Why I Haven't Written About The NFL's LA Return (Yet)
In my social media, I've had people ask me what I thought about the NFL going to LA. They've wondered, given how I've seen games in St. Louis and Oakland, lived in the Raiders' backyard for seven years, and have a brother who has been in greater San Diego for over half of his life, why I haven't had something to say about this.
And the answer is... because it's didn't seem like anything I'd have to add was anything more than brutally obvious.
There is no good reason why the NFL should have left LA in the first place. There is no good reason why the NFL needs to go back now.
(Note that I said good reason there. In terms of bad reasons, which is to say Straight Short Term Cash, there's plenty of reasons. But let's move on.)
The percentage of revenue brought to the NFL by tickets and stadium sales, while substantial, is chicken feed. The only money that really matters is broadcast cash, because that dwarfs everything else. Which will not change one whit by the NFL returning to LA, unless you count the nebulous benefit of a more local place to wine and dine LA power players.
Which hasn't mattered in the past two decades, and doesn't really matter now. The NFL is the last bankable mass market media play. They could play all of their games in a domed sound stage in Alberta to no spectators, and still pull in ratings that crush everything else on television in the U.S.
Am I overstating the case? Not really. People who cheer as if their lives depend on it have either been priced out of the yard, set up to be ratted out by social media shamers, or driven to insanity by decades of gougery. To go to a game now is to show a marked lapse in judgment, not to mention a preference for being at a game to actually watching it. My home screen, thanks to technology and coverage (note: not analysis), is better in every possible way than being in the building. Any building, any where. (And that includes booths, because even the cushiest booth requires the security patdown to get in, being surrounded by people that should make you ashamed to be a mammal, and the hours of parking hassles and traffic woes.)
The NFL supports games in a Wisconsin suburb (Green Bay). It supports games in Western New York, in an area with no significant corporate support (Buffalo). It supports games in a single market in nowhere Floria (Jacksonville), just because. Games are played in London for nearly half a season now, so the NFL can time shift more games to an unclaimed Sunday morning time zone, in its eternal quest to play every game in its own time slot. It supports two teams in burbland New Jersey, rather than the actual New York City area, just because. It has stadiums in burbland Boston and burbland DC, not the actual towns, just because. It's played games on a college campus in nowhere Minnesota for the past two years. The overall health of the league has not been affected at all. San Francisco fan now travels, or more accurately does not travel, 50+ miles away from the city to a new disaster, rather than stay in the old disaster.
Where the stadiums are does not matter. It hasn't mattered for a really long time. What the stadium is like has *never* mattered, because even the most rabid fan just isn't there often or long enough.
So, Ram and Charger and eventually Raider Fan who feels betrayed and used? You are, actually, now one of the lucky ones. You don't have to put up with these people being near you any more. If you also ducked out on a bill for a billionaire's playroom, so much the better. You can still root for the laundry, or not, and have as much reason as the day before.
The owners don't care what city they are nominally attached to. The players don't, either. So why do you?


Activity: In the entries that follow, find the word "America" and report each line it is on.

─── Input data

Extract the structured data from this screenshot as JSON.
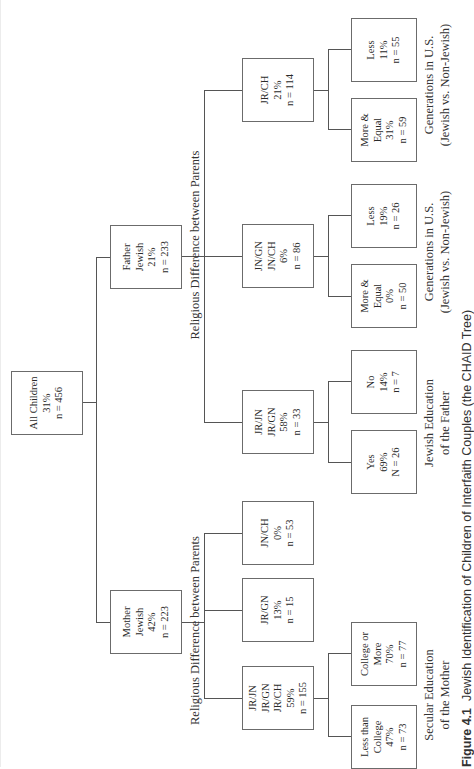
{
  "figure": {
    "caption_label": "Figure 4.1",
    "caption_text": "Jewish Identification of Children of Interfaith Couples (the CHAID Tree)"
  },
  "tree": {
    "root": {
      "lines": [
        "All Children",
        "31%",
        "n = 456"
      ]
    },
    "father": {
      "lines": [
        "Father",
        "Jewish",
        "21%",
        "n = 233"
      ]
    },
    "mother": {
      "lines": [
        "Mother",
        "Jewish",
        "42%",
        "n = 223"
      ]
    },
    "father_split_label": "Religious Difference between Parents",
    "mother_split_label": "Religious Difference between Parents",
    "father_children": [
      {
        "lines": [
          "JR/CH",
          "21%",
          "n = 114"
        ]
      },
      {
        "lines": [
          "JN/GN",
          "JN/CH",
          "6%",
          "n = 86"
        ]
      },
      {
        "lines": [
          "JR/JN",
          "JR/GN",
          "58%",
          "n = 33"
        ]
      }
    ],
    "mother_children": [
      {
        "lines": [
          "JN/CH",
          "0%",
          "n = 53"
        ]
      },
      {
        "lines": [
          "JR/GN",
          "13%",
          "n = 15"
        ]
      },
      {
        "lines": [
          "JR/JN",
          "JR/GN",
          "JR/CH",
          "59%",
          "n = 155"
        ]
      }
    ],
    "leaves": {
      "jrch": [
        {
          "lines": [
            "Less",
            "11%",
            "n = 55"
          ]
        },
        {
          "lines": [
            "More &",
            "Equal",
            "31%",
            "n = 59"
          ]
        }
      ],
      "jngn": [
        {
          "lines": [
            "Less",
            "19%",
            "n = 26"
          ]
        },
        {
          "lines": [
            "More &",
            "Equal",
            "0%",
            "n = 50"
          ]
        }
      ],
      "jrjn": [
        {
          "lines": [
            "No",
            "14%",
            "n = 7"
          ]
        },
        {
          "lines": [
            "Yes",
            "69%",
            "N = 26"
          ]
        }
      ],
      "mother_jrjn": [
        {
          "lines": [
            "College or",
            "More",
            "70%",
            "n = 77"
          ]
        },
        {
          "lines": [
            "Less than",
            "College",
            "47%",
            "n = 73"
          ]
        }
      ]
    },
    "leaf_labels": {
      "jrch": [
        "Generations in U.S.",
        "(Jewish vs. Non-Jewish)"
      ],
      "jngn": [
        "Generations in U.S.",
        "(Jewish vs. Non-Jewish)"
      ],
      "jrjn": [
        "Jewish Education",
        "of the Father"
      ],
      "mother_jrjn": [
        "Secular Education",
        "of the Mother"
      ]
    }
  }
}
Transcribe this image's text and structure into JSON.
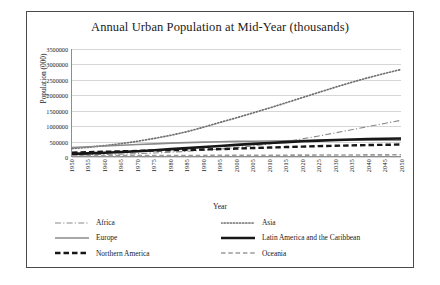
{
  "chart_data": {
    "type": "line",
    "title": "Annual Urban Population at Mid-Year (thousands)",
    "xlabel": "Year",
    "ylabel": "Population (000)",
    "ylim": [
      0,
      3500000
    ],
    "ytick_labels": [
      "3500000",
      "3000000",
      "2500000",
      "2000000",
      "1500000",
      "1000000",
      "500000",
      "0"
    ],
    "ytick_values": [
      3500000,
      3000000,
      2500000,
      2000000,
      1500000,
      1000000,
      500000,
      0
    ],
    "grid": true,
    "legend_position": "bottom",
    "x": [
      1950,
      1955,
      1960,
      1965,
      1970,
      1975,
      1980,
      1985,
      1990,
      1995,
      2000,
      2005,
      2010,
      2015,
      2020,
      2025,
      2030,
      2035,
      2040,
      2045,
      2050
    ],
    "xtick_labels": [
      "1950",
      "1955",
      "1960",
      "1965",
      "1970",
      "1975",
      "1980",
      "1985",
      "1990",
      "1995",
      "2000",
      "2005",
      "2010",
      "2015",
      "2020",
      "2025",
      "2030",
      "2035",
      "2040",
      "2045",
      "2050"
    ],
    "series": [
      {
        "name": "Africa",
        "style": "dash-dot",
        "color": "#8a8a8a",
        "width": 1.1,
        "values": [
          32627,
          40302,
          50082,
          62601,
          78100,
          98400,
          123000,
          153000,
          188000,
          228000,
          274000,
          329000,
          395000,
          472000,
          560000,
          655000,
          756000,
          859000,
          963000,
          1066000,
          1167000
        ]
      },
      {
        "name": "Asia",
        "style": "dotted",
        "color": "#707070",
        "width": 1.7,
        "values": [
          244000,
          285000,
          341000,
          405000,
          483000,
          575000,
          677000,
          797000,
          943000,
          1100000,
          1250000,
          1410000,
          1570000,
          1740000,
          1910000,
          2080000,
          2250000,
          2410000,
          2560000,
          2700000,
          2830000
        ]
      },
      {
        "name": "Europe",
        "style": "solid",
        "color": "#8a8a8a",
        "width": 1.6,
        "values": [
          280000,
          305000,
          328000,
          352000,
          375000,
          398000,
          420000,
          438000,
          455000,
          468000,
          478000,
          485000,
          492000,
          498000,
          503000,
          508000,
          512000,
          515000,
          517000,
          518000,
          518000
        ]
      },
      {
        "name": "Latin America and the Caribbean",
        "style": "solid",
        "color": "#171717",
        "width": 2.6,
        "values": [
          69000,
          85000,
          106000,
          130000,
          158000,
          190000,
          224000,
          258000,
          294000,
          330000,
          364000,
          397000,
          427000,
          455000,
          481000,
          504000,
          524000,
          541000,
          555000,
          566000,
          574000
        ]
      },
      {
        "name": "Northern America",
        "style": "thick-dash",
        "color": "#171717",
        "width": 2.4,
        "values": [
          110000,
          124000,
          139000,
          153000,
          167000,
          180000,
          190000,
          200000,
          212000,
          225000,
          243000,
          260000,
          277000,
          293000,
          308000,
          322000,
          335000,
          347000,
          358000,
          367000,
          375000
        ]
      },
      {
        "name": "Oceania",
        "style": "dashed",
        "color": "#9a9a9a",
        "width": 1.6,
        "values": [
          8000,
          9200,
          10500,
          11800,
          13200,
          14600,
          16000,
          17300,
          18800,
          20300,
          21900,
          23500,
          25200,
          27000,
          28800,
          30600,
          32400,
          34200,
          35900,
          37500,
          39000
        ]
      }
    ]
  }
}
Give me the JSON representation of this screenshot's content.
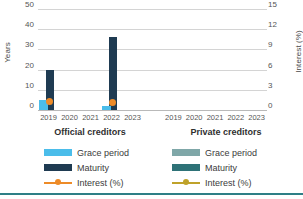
{
  "chart_data": {
    "type": "bar",
    "title": "",
    "subtitle": "",
    "ylabel": "Years",
    "y2label": "Interest (%)",
    "xlabel": "",
    "ylim": [
      0,
      50
    ],
    "y2lim": [
      0,
      15
    ],
    "grid": true,
    "y_ticks": [
      "50",
      "40",
      "30",
      "20",
      "10",
      "0"
    ],
    "y_tick_values": [
      50,
      40,
      30,
      20,
      10,
      0
    ],
    "y2_ticks": [
      "15",
      "12",
      "9",
      "6",
      "3",
      "0"
    ],
    "y2_tick_values": [
      15,
      12,
      9,
      6,
      3,
      0
    ],
    "categories": [
      "2019",
      "2020",
      "2021",
      "2022",
      "2023"
    ],
    "panels": [
      {
        "name": "Official creditors",
        "series": [
          {
            "name": "Grace period",
            "axis": "left",
            "type": "bar",
            "color": "#4bbdea",
            "values": [
              5,
              null,
              null,
              2,
              null
            ]
          },
          {
            "name": "Maturity",
            "axis": "left",
            "type": "bar",
            "color": "#1f3b52",
            "values": [
              20,
              null,
              null,
              36,
              null
            ]
          },
          {
            "name": "Interest (%)",
            "axis": "right",
            "type": "line",
            "color": "#ed8b28",
            "values": [
              1.3,
              null,
              null,
              1.1,
              null
            ]
          }
        ]
      },
      {
        "name": "Private creditors",
        "series": [
          {
            "name": "Grace period",
            "axis": "left",
            "type": "bar",
            "color": "#7fa7a8",
            "values": [
              null,
              null,
              null,
              null,
              null
            ]
          },
          {
            "name": "Maturity",
            "axis": "left",
            "type": "bar",
            "color": "#2e7277",
            "values": [
              null,
              null,
              null,
              null,
              null
            ]
          },
          {
            "name": "Interest (%)",
            "axis": "right",
            "type": "line",
            "color": "#bfa22a",
            "values": [
              null,
              null,
              null,
              null,
              null
            ]
          }
        ]
      }
    ]
  },
  "axes": {
    "left_title": "Years",
    "right_title": "Interest (%)",
    "left_ticks": [
      "50",
      "40",
      "30",
      "20",
      "10",
      "0"
    ],
    "right_ticks": [
      "15",
      "12",
      "9",
      "6",
      "3",
      "0"
    ]
  },
  "panels": {
    "official": {
      "title": "Official creditors",
      "xlabels": [
        "2019",
        "2020",
        "2021",
        "2022",
        "2023"
      ]
    },
    "private": {
      "title": "Private creditors",
      "xlabels": [
        "2019",
        "2020",
        "2021",
        "2022",
        "2023"
      ]
    }
  },
  "legend": {
    "official": [
      {
        "label": "Grace period",
        "color": "#4bbdea",
        "kind": "box"
      },
      {
        "label": "Maturity",
        "color": "#1f3b52",
        "kind": "box"
      },
      {
        "label": "Interest (%)",
        "color": "#ed8b28",
        "kind": "line"
      }
    ],
    "private": [
      {
        "label": "Grace period",
        "color": "#7fa7a8",
        "kind": "box"
      },
      {
        "label": "Maturity",
        "color": "#2e7277",
        "kind": "box"
      },
      {
        "label": "Interest (%)",
        "color": "#bfa22a",
        "kind": "line"
      }
    ]
  },
  "colors": {
    "grid": "#d4d4d4",
    "axis": "#b9b9b9",
    "rule": "#2e7f86",
    "text": "#3d3d3d"
  }
}
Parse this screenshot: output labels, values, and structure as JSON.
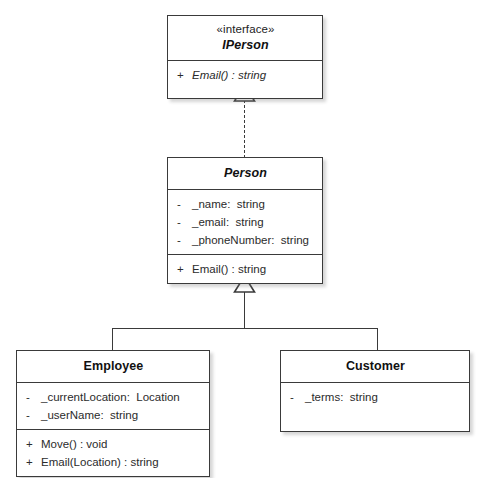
{
  "diagram": {
    "type": "uml-class-diagram",
    "background": "#ffffff",
    "line_color": "#3a3a3a",
    "classes": [
      {
        "id": "iperson",
        "stereotype": "«interface»",
        "name": "IPerson",
        "abstract": true,
        "attributes": [],
        "operations": [
          {
            "visibility": "+",
            "signature": "Email() : string",
            "italic": true
          }
        ]
      },
      {
        "id": "person",
        "stereotype": "",
        "name": "Person",
        "abstract": true,
        "attributes": [
          {
            "visibility": "-",
            "signature": "_name:  string",
            "italic": false
          },
          {
            "visibility": "-",
            "signature": "_email:  string",
            "italic": false
          },
          {
            "visibility": "-",
            "signature": "_phoneNumber:  string",
            "italic": false
          }
        ],
        "operations": [
          {
            "visibility": "+",
            "signature": "Email() : string",
            "italic": false
          }
        ]
      },
      {
        "id": "employee",
        "stereotype": "",
        "name": "Employee",
        "abstract": false,
        "attributes": [
          {
            "visibility": "-",
            "signature": "_currentLocation:  Location",
            "italic": false
          },
          {
            "visibility": "-",
            "signature": "_userName:  string",
            "italic": false
          }
        ],
        "operations": [
          {
            "visibility": "+",
            "signature": "Move() : void",
            "italic": false
          },
          {
            "visibility": "+",
            "signature": "Email(Location) : string",
            "italic": false
          }
        ]
      },
      {
        "id": "customer",
        "stereotype": "",
        "name": "Customer",
        "abstract": false,
        "attributes": [
          {
            "visibility": "-",
            "signature": "_terms:  string",
            "italic": false
          }
        ],
        "operations": []
      }
    ],
    "relationships": [
      {
        "id": "rel-person-iperson",
        "kind": "realization",
        "line": "dashed",
        "arrow": "hollow-triangle",
        "source": "person",
        "target": "iperson"
      },
      {
        "id": "rel-employee-person",
        "kind": "generalization",
        "line": "solid",
        "arrow": "hollow-triangle",
        "source": "employee",
        "target": "person"
      },
      {
        "id": "rel-customer-person",
        "kind": "generalization",
        "line": "solid",
        "arrow": "hollow-triangle",
        "source": "customer",
        "target": "person"
      }
    ]
  }
}
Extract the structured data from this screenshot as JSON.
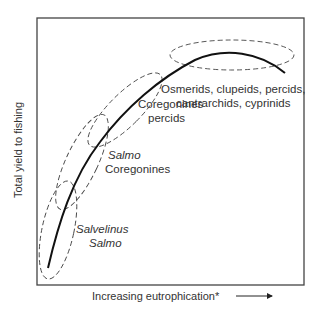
{
  "diagram": {
    "x_axis_label": "Increasing eutrophication*",
    "y_axis_label": "Total yield to fishing",
    "curve_description": "Yield rises with eutrophication, peaks, then declines",
    "zones": [
      {
        "line1": "Salvelinus",
        "line2": "Salmo",
        "italic1": true,
        "italic2": true
      },
      {
        "line1": "Salmo",
        "line2": "Coregonines",
        "italic1": true,
        "italic2": false
      },
      {
        "line1": "Coregonines",
        "line2": "percids",
        "italic1": false,
        "italic2": false
      },
      {
        "line1": "Osmerids, clupeids, percids,",
        "line2": "cantrarchids, cyprinids",
        "italic1": false,
        "italic2": false
      }
    ]
  },
  "colors": {
    "line": "#111111",
    "dash": "#444444",
    "frame": "#444444",
    "text": "#333333"
  }
}
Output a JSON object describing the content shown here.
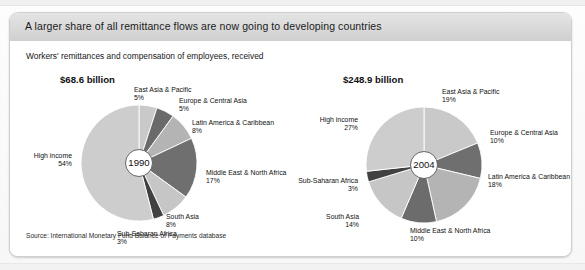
{
  "figure": {
    "title": "A larger share of all remittance flows are now going to developing countries",
    "subtitle": "Workers' remittances and compensation of employees, received",
    "source": "Source: International Monetary Fund Balance of Payments database"
  },
  "chart_data": {
    "type": "pie",
    "title": "A larger share of all remittance flows are now going to developing countries",
    "subtitle": "Workers' remittances and compensation of employees, received",
    "source": "Source: International Monetary Fund Balance of Payments database",
    "unit": "percent of total remittances received",
    "legend": "none (direct slice labels)",
    "charts": [
      {
        "name": "1990",
        "center_label": "1990",
        "total_label": "$68.6 billion",
        "total_value": 68.6,
        "total_unit": "billion US$",
        "categories": [
          "East Asia & Pacific",
          "Europe & Central Asia",
          "Latin America & Caribbean",
          "Middle East & North Africa",
          "South Asia",
          "Sub-Saharan Africa",
          "High income"
        ],
        "values": [
          5,
          5,
          8,
          17,
          8,
          3,
          54
        ],
        "value_labels": [
          "5%",
          "5%",
          "8%",
          "17%",
          "8%",
          "3%",
          "54%"
        ],
        "colors": [
          "#c9c9c9",
          "#6a6a6a",
          "#b4b4b4",
          "#6f6f6f",
          "#c6c6c6",
          "#414141",
          "#cdcdcd"
        ]
      },
      {
        "name": "2004",
        "center_label": "2004",
        "total_label": "$248.9 billion",
        "total_value": 248.9,
        "total_unit": "billion US$",
        "categories": [
          "East Asia & Pacific",
          "Europe & Central Asia",
          "Latin America & Caribbean",
          "Middle East & North Africa",
          "South Asia",
          "Sub-Saharan Africa",
          "High income"
        ],
        "values": [
          19,
          10,
          18,
          10,
          14,
          3,
          27
        ],
        "value_labels": [
          "19%",
          "10%",
          "18%",
          "10%",
          "14%",
          "3%",
          "27%"
        ],
        "colors": [
          "#c9c9c9",
          "#6f6f6f",
          "#b4b4b4",
          "#6c6c6c",
          "#c6c6c6",
          "#414141",
          "#cdcdcd"
        ]
      }
    ]
  }
}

──────

Exercise response:
        "name": "Latin America and the Caribbean",
        "name": "Northern America",
          "Latin America & Caribbean",
          "Latin America & Caribbean",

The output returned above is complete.